For any dessert lovers who’d much rather roam around a museum munching and taking selfies, here’s a place for you.
On February 10, the 12,000-square foot Dessert Museum opened its doors in Manila with eight rooms tailored for different desserts—Cotton candy, gummy bear, marshmallow, bubble gum, donuts, candy cane, ice cream, cake pops—where you can jump, play, swing through and slide.
Perhaps the only museum tour that begins with visitors entering through a donut hole and down a pink slide, naturally every part of the Instagrammable space screams sugar overload. There are ‘Naughty’ and ‘Nice’ doors leading to different Candy Cane Groves, cotton candy trees from which you can actually pick and eat the treats, a marshmallow door, licorice rainbow, gummy trampolines, and a boutique to buy confetti cakes and other sweet treats.
Co-founders Tasha Reyes, Katrina Lacap, Joseph Moore came up with the idea five months ago hoping to express their love of travel and food. In addition to building and designing the museum, the close friends-slash-business partners wanted to create an experience that’s sharable on social media.
Take the Cotton Candy Forest as an example. According to Reyes, you enter the forest through a canopy of cotton candy trees, where you’ll see cut jar lights laid across the field. Those lights will guide you through the tree tunnel to a field of ultra-huggable cotton candy clouds. And there, Instagrammers can freely pose inside the cotton candy bowl or hug the clouds that reaches up to the ceiling. As a final touch, the fairy-dusted cotton candies on the trees (That’s cotton candy sprinkled with skimmed milk powder) can literally be picked for munching immediately.
If you’re like me, who prefers to seriously geek out about desserts over taking selfies, this probably isn’t the place for you. But for those who likes to learn a thing or two while munching, there’s “a lot of unique material” at The Dessert Museum, claimed Reyes. You can find out why there’s a hole in the donut; or delve into the history of different desserts, such as how Dentist William Morrison and candy maker John C. Wharton created a cotton candy using “floss sugar”—a type of sugar that’s melted and spun into a cloud-like treat with incredibly thin and long sugar threads—and called it “Fairy Floss.”
So far, the museum has attracted approximately 7,000 visitors on the first week and expected to welcome 40,000 more attendants in the next two months. Moving forward, Reyes wants to add more of a distinctive flavor to the museum, by incorporating local desserts and ingredients such as Ice Scramble and Ube to the mix.
Tickets are sold online for $13.4 (php 699) or $15.3 (php 799) for walk-ins, which cover two hours of roaming time around this sugar-loaded wonderland, plus six desserts such as hand-made artisanal chocolates, giant marshmallows, macarons, mini donuts and cake pops.
The Dessert Museum is located at S Maison at the Mall of Asia Complex in Manila.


### What needs to be done
Below are records; copy every line among them that contains the word "most".

Segment Start: Exercise input

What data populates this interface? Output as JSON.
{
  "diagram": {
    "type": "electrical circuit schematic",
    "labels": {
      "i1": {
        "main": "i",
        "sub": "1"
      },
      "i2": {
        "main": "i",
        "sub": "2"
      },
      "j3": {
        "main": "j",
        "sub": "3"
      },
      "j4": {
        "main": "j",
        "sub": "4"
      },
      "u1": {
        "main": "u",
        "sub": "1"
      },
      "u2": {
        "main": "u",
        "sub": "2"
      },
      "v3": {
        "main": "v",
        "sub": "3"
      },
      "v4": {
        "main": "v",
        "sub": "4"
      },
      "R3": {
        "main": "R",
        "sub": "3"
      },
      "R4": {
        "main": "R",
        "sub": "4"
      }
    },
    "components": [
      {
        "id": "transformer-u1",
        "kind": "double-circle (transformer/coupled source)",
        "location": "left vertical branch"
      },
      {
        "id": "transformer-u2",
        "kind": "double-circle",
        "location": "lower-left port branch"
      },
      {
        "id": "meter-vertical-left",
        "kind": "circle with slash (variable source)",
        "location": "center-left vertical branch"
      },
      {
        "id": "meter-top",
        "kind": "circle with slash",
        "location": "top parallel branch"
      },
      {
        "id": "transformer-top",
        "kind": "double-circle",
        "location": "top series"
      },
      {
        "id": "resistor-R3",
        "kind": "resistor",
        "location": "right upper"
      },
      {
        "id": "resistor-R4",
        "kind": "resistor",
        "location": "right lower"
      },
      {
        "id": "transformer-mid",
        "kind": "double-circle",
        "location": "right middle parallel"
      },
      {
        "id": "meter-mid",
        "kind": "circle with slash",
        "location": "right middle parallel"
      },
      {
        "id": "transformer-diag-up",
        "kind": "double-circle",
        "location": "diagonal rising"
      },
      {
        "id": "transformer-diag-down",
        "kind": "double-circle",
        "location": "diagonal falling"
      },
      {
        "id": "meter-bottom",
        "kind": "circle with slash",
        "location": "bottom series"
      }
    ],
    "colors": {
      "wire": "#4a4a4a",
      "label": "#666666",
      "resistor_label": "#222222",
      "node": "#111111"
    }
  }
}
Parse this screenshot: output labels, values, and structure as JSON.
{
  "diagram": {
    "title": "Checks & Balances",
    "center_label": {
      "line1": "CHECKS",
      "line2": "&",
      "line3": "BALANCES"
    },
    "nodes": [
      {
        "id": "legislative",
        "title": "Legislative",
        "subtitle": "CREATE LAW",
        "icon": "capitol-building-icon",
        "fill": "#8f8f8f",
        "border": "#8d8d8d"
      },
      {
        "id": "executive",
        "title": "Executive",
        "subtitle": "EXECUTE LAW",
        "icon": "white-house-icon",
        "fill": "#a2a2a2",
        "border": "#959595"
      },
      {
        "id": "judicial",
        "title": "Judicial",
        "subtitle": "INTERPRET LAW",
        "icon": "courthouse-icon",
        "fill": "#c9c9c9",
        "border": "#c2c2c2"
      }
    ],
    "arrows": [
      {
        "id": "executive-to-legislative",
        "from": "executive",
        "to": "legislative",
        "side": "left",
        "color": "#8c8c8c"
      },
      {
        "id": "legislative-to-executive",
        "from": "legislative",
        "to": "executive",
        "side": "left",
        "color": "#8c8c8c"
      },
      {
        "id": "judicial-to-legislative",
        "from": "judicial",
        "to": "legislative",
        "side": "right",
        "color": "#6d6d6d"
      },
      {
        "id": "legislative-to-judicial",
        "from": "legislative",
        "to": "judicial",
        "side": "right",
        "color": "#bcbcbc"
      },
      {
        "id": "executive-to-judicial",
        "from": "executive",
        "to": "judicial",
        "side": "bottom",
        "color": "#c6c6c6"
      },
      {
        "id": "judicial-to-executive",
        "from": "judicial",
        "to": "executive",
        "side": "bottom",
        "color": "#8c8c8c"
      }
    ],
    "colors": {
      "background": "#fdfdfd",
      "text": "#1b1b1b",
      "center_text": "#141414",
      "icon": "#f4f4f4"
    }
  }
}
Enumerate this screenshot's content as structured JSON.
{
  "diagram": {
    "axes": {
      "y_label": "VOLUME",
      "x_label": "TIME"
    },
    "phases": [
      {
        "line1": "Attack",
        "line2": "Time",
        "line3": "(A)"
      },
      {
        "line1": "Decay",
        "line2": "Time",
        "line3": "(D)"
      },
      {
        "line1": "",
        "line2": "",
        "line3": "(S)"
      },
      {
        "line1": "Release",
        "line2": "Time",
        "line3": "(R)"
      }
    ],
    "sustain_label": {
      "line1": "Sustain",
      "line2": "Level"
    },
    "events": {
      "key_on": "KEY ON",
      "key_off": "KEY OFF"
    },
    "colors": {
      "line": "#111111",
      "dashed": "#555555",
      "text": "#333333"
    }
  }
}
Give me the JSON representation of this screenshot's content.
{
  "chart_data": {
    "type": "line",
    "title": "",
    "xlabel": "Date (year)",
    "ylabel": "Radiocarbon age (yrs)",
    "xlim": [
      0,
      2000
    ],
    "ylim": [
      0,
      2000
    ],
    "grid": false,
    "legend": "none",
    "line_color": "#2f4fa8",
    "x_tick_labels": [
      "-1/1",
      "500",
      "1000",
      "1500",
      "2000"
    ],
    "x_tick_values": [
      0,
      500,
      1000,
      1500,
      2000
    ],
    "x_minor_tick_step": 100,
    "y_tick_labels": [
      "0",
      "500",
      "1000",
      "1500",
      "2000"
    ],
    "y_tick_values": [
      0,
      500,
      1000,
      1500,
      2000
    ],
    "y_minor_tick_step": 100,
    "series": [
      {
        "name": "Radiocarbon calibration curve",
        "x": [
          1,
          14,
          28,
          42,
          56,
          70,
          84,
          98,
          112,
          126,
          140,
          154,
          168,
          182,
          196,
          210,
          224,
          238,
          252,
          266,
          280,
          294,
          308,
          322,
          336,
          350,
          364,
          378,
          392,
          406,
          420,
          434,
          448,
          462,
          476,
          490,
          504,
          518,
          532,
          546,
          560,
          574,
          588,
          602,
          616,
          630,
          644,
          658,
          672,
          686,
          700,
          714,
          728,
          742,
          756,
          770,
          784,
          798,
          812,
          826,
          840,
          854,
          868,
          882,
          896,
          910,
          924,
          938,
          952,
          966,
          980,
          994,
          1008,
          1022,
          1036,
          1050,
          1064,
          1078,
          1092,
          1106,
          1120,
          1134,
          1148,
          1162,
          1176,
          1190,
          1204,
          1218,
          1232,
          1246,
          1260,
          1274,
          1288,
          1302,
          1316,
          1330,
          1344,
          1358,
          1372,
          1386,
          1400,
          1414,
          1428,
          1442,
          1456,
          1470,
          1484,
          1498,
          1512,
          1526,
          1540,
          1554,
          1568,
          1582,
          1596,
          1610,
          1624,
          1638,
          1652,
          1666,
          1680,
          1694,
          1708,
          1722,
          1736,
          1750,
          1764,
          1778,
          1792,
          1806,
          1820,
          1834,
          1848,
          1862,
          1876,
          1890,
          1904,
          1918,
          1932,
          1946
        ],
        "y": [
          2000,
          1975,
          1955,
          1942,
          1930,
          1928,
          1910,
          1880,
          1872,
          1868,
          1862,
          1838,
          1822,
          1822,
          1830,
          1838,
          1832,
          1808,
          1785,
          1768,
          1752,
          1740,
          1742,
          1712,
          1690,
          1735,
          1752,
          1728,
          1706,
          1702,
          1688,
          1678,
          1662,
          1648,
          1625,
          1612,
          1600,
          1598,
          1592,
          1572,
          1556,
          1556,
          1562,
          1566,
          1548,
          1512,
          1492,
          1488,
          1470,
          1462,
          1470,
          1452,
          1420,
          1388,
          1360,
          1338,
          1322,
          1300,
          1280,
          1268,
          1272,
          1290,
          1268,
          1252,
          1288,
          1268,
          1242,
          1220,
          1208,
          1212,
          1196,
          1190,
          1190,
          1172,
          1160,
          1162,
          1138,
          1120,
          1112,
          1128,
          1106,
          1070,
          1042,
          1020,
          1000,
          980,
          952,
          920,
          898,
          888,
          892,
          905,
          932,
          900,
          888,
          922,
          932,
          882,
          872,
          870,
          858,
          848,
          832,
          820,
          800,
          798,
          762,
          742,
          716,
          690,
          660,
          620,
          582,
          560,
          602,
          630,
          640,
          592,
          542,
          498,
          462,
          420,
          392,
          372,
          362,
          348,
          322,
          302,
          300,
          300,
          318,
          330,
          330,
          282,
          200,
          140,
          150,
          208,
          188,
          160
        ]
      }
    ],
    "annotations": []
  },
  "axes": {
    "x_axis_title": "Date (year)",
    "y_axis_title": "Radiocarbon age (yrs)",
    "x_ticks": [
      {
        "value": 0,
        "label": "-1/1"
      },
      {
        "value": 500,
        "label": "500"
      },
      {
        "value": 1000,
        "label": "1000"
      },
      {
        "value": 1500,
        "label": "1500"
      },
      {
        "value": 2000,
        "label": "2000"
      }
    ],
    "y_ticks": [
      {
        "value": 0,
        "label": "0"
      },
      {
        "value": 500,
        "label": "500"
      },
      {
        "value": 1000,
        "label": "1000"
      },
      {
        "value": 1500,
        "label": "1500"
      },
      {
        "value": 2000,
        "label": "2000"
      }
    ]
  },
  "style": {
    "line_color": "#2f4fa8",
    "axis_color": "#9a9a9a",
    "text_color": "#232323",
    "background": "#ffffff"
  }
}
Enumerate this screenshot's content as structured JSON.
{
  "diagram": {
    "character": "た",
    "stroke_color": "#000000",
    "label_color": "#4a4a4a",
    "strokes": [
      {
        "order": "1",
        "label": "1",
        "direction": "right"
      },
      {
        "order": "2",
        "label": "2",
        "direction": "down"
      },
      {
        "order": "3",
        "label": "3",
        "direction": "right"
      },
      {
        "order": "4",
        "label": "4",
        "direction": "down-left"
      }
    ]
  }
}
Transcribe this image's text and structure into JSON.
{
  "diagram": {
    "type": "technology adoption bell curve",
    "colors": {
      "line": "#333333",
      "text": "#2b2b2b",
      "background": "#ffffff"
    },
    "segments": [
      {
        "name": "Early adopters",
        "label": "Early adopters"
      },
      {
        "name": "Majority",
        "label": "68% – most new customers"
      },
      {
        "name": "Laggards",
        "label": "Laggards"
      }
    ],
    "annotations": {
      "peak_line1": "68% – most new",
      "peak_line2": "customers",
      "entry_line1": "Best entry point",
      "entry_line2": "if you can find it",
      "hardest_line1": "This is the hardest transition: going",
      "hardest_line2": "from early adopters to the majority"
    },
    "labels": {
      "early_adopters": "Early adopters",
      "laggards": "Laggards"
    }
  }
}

Segment End: Exercise input

### Written answer
        "label": "68% – most new customers"
      "peak_line1": "68% – most new",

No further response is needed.